I spent most of the weekend getting set up for general productivity; email, IM, web browsing, writing, and such. For now, I’m focused on free-ish software just trying to reproduce my Mac experience as best as possible inside the base Windows cost.
Browser
Safari is my primary browser on the Mac, but I soon found that Safari for Windows is pretty much garbage. It loses too much in translation. IE 8, as nice as it is compared to prior IEs, is too kludgy. It irritates me to no end, for instance, that CTRL-L pops a new URL entry widget instead of simply highlighting the current URL in the browser bar. I’ve played with just about every browser imaginable in my life and, as far as I know, IE is the only one that still does this. What’s with that? IE is still slow, too. It seems to load pages about as fast as any other browser, but navigating its UI gives the impression of a clockwork device. Sometimes I’ll tab to the next field and it seems like it has to calculate which field is “next” in a form.
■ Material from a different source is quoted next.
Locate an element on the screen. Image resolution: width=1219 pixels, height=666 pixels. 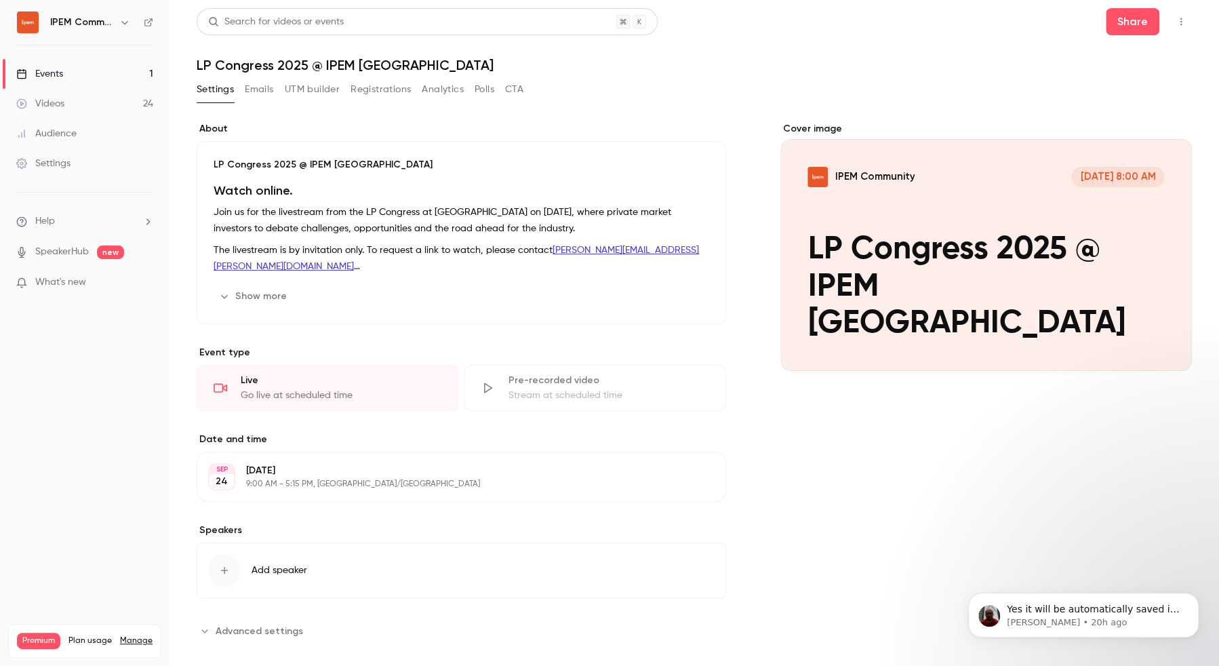
span: new is located at coordinates (111, 252).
So I wound up where everyone else does, or at least should: FireFox. It’s not perfect, but I find it especially humorous that FireFox for Windows feels more Mac-like than Safari for Windows.
E-Mail
I settled on Mozilla Thunderbird for my email needs. It’s free and it does just about everything. It’s Gmail configurator set up my main Gmail account and my Google Apps accounts without issue. The only trouble I’ve found is that Thunderbird defaults to synchronizing all IMAP folders. My “All Mail” folder in my personal Gmail account contains many tens of thousands of emails going back most of a decade.
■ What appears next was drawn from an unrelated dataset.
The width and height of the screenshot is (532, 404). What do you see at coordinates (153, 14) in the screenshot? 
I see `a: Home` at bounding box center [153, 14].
Once this was discovered, it was easily configurable in Account Options. This leads me to one of the first benefits over Apple Mail: Mail will only poll your Inbox, whereas Thunderbird will poll any IMAP box. I assume you don’t need to go full blown Windows for this, though, assuming Thunderbird for the Mac supports the same feature.
IM
On the Mac, I use Adium over iChat because it handles multiple accounts in a more sane manner. Pidgin works as an almost perfect replacement for Adium and I notice no appreciable differences.
Calendaring
I didn’t buy a copy of Office, so I can’t speak for Outlook quite yet. The only viable iCal replacement I found was Sunbird, but once I got started I found that it’s completely unworkable for me, and this alone may drive my need for Outlook. The trouble is that I use Google Calendars and have three accounts; one for personal, and another two tied to Google Apps accounts. While Sunbird implements CalDAV quite well, it will only store one set of login credentials for Google Calendar.
I worked around this by specifying my username and password directly in the URL, but for some reason this only seems to work with the first two calendars configured.